On 26 Dec 1996 16:25:26 GMT, "Chris Thompson"
>Announcing the creation of a new Web site, devoted only to Racing
>Simulators. Not totally completed yet but will be soon. Check it out, and
>see why it is your 'One -Stop Site for Simulation Racing'.
Chris, I admire your ambition, but why is your site my 'One -Stop Site
for Simulation Racing'? I visited your site, and there was nothing
other than dysfunctional links. If you are going to launch a site,
you should alert the public to it when it has content, and then let
people decide. Between "The Pits" and "Sim Racing News" there are
dozens of utilities, articles, setups, downloadable cars, etc. You
are obviously industrious, so why spend your time doing something that
has already been done, especially something that has already been done
extremely well?
What we haven't seen in a web-site yet is a blow-by-blow account of an
actual race day for a successful sim racer. How does he judge the
weather presented to him? How long did he practice, and what
circumstances were presented to him requiring a change in setup and
what was that change? How did he qualify? In the race itself, how
were issues such as fuel, tire wear, pitting strategies handled?
This is only a suggestion of how you can bring something unique to the
table. Making links to the same utilities that every other sim racing
web site links is meaningless. A similar example is if the New York
Post, New York Daily News, Wall Street Journal and New York Times just
reprinted the same AP news wire releases. All of the papers would
have the same content, just in a slightly different layout. What
these papers bring to the party is an editorial view that is
drastically different from each other, and you can do the same thing
with your web site. Like the papers, if you are good, you will
prosper, if you stink, no hits. I am not trying to be needlessly
harsh, but I thought you could use a little advice.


▶ **Exercise objective**
Would you write out every entry exactly, but without the pictures?

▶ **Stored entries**
__________________________________________________

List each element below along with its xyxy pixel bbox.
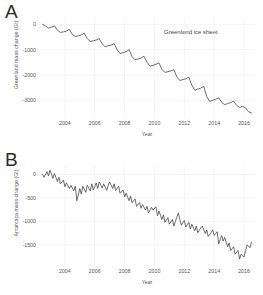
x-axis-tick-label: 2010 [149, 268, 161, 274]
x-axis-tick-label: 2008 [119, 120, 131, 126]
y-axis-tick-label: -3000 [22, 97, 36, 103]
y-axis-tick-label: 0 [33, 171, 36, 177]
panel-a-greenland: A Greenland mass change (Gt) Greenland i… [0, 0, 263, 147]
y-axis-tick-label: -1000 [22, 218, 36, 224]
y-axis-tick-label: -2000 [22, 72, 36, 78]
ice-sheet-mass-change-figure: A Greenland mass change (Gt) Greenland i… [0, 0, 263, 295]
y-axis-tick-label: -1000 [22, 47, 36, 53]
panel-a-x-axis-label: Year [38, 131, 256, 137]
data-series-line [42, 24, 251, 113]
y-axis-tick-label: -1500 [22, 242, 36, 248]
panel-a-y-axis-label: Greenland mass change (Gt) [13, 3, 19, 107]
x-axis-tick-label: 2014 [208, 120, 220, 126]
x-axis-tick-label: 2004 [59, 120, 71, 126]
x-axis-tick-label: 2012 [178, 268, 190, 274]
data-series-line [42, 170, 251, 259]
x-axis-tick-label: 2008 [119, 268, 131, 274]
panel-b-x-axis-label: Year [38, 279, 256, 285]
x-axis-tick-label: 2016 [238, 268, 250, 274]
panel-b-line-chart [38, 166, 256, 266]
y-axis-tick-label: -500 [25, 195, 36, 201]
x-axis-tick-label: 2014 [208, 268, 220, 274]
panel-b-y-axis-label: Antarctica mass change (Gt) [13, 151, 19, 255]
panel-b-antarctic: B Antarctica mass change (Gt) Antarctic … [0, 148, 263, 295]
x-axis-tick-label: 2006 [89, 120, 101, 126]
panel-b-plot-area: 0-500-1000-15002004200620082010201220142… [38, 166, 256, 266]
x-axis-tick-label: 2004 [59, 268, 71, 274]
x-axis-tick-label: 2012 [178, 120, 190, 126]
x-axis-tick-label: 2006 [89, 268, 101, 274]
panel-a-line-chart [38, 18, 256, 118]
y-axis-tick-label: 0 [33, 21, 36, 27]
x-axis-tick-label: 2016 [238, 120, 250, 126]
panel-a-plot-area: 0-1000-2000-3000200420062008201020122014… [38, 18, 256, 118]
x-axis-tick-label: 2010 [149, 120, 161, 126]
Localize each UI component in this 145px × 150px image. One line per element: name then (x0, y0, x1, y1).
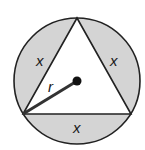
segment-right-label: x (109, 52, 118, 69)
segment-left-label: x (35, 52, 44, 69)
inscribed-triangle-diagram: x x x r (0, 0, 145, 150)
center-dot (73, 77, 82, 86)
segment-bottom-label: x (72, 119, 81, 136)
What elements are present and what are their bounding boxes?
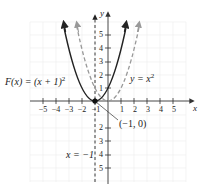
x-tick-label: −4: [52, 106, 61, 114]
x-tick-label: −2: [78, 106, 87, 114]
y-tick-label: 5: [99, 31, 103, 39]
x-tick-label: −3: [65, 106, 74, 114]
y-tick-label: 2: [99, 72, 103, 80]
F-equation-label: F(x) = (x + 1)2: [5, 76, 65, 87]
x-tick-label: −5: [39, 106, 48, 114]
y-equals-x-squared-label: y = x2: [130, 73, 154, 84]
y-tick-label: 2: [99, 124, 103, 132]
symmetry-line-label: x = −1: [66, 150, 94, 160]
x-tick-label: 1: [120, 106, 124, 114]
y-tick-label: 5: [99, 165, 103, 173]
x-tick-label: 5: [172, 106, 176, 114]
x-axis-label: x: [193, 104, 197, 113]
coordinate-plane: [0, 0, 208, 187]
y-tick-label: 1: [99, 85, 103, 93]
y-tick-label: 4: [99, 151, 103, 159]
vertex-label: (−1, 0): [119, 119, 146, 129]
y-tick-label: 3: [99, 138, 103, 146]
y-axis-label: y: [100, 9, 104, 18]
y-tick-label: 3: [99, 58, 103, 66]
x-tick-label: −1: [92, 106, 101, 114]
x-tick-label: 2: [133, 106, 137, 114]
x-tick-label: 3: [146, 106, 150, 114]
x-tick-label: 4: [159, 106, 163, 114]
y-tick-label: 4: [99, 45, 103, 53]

__________________________________________________

▶ **Expected output**
List each element below along with its xyxy pixel bbox.
x-axis-tick-label: 2010 [149, 268, 161, 274]
x-axis-tick-label: 2008 [119, 120, 131, 126]
y-axis-tick-label: -3000 [22, 97, 36, 103]
y-axis-tick-label: 0 [33, 171, 36, 177]
panel-a-greenland: A Greenland mass change (Gt) Greenland i… [0, 0, 263, 147]
y-axis-tick-label: -1000 [22, 218, 36, 224]
y-axis-tick-label: -2000 [22, 72, 36, 78]
ice-sheet-mass-change-figure: A Greenland mass change (Gt) Greenland i… [0, 0, 263, 295]
y-axis-tick-label: -1000 [22, 47, 36, 53]
panel-a-x-axis-label: Year [38, 131, 256, 137]
data-series-line [42, 24, 251, 113]
y-axis-tick-label: -1500 [22, 242, 36, 248]
panel-a-y-axis-label: Greenland mass change (Gt) [13, 3, 19, 107]
x-axis-tick-label: 2014 [208, 120, 220, 126]
x-axis-tick-label: 2004 [59, 120, 71, 126]
x-axis-tick-label: 2012 [178, 268, 190, 274]
data-series-line [42, 170, 251, 259]
x-axis-tick-label: 2008 [119, 268, 131, 274]
panel-b-x-axis-label: Year [38, 279, 256, 285]
x-axis-tick-label: 2016 [238, 268, 250, 274]
panel-b-line-chart [38, 166, 256, 266]
y-axis-tick-label: -500 [25, 195, 36, 201]
x-axis-tick-label: 2014 [208, 268, 220, 274]
panel-b-y-axis-label: Antarctica mass change (Gt) [13, 151, 19, 255]
panel-b-antarctic: B Antarctica mass change (Gt) Antarctic … [0, 148, 263, 295]
x-axis-tick-label: 2006 [89, 120, 101, 126]
panel-b-plot-area: 0-500-1000-15002004200620082010201220142… [38, 166, 256, 266]
x-axis-tick-label: 2004 [59, 268, 71, 274]
x-axis-tick-label: 2012 [178, 120, 190, 126]
x-axis-tick-label: 2006 [89, 268, 101, 274]
panel-a-line-chart [38, 18, 256, 118]
y-axis-tick-label: 0 [33, 21, 36, 27]
x-axis-tick-label: 2016 [238, 120, 250, 126]
panel-a-plot-area: 0-1000-2000-3000200420062008201020122014… [38, 18, 256, 118]
x-axis-tick-label: 2010 [149, 120, 161, 126]
Localize each UI component in this 145px × 150px image. One line per element: name then (x0, y0, x1, y1).
segment-right-label: x (109, 52, 118, 69)
segment-left-label: x (35, 52, 44, 69)
inscribed-triangle-diagram: x x x r (0, 0, 145, 150)
center-dot (73, 77, 82, 86)
segment-bottom-label: x (72, 119, 81, 136)
What elements are present and what are their bounding boxes?
x-tick-label: −4: [52, 106, 61, 114]
x-tick-label: −2: [78, 106, 87, 114]
y-tick-label: 5: [99, 31, 103, 39]
x-tick-label: −3: [65, 106, 74, 114]
y-tick-label: 2: [99, 72, 103, 80]
F-equation-label: F(x) = (x + 1)2: [5, 76, 65, 87]
x-tick-label: −5: [39, 106, 48, 114]
y-equals-x-squared-label: y = x2: [130, 73, 154, 84]
y-tick-label: 2: [99, 124, 103, 132]
symmetry-line-label: x = −1: [66, 150, 94, 160]
x-tick-label: 1: [120, 106, 124, 114]
y-tick-label: 5: [99, 165, 103, 173]
x-tick-label: 5: [172, 106, 176, 114]
x-axis-label: x: [193, 104, 197, 113]
coordinate-plane: [0, 0, 208, 187]
y-tick-label: 1: [99, 85, 103, 93]
y-tick-label: 4: [99, 151, 103, 159]
vertex-label: (−1, 0): [119, 119, 146, 129]
y-tick-label: 3: [99, 138, 103, 146]
y-axis-label: y: [100, 9, 104, 18]
y-tick-label: 3: [99, 58, 103, 66]
x-tick-label: −1: [92, 106, 101, 114]
x-tick-label: 2: [133, 106, 137, 114]
x-tick-label: 3: [146, 106, 150, 114]
x-tick-label: 4: [159, 106, 163, 114]
y-tick-label: 4: [99, 45, 103, 53]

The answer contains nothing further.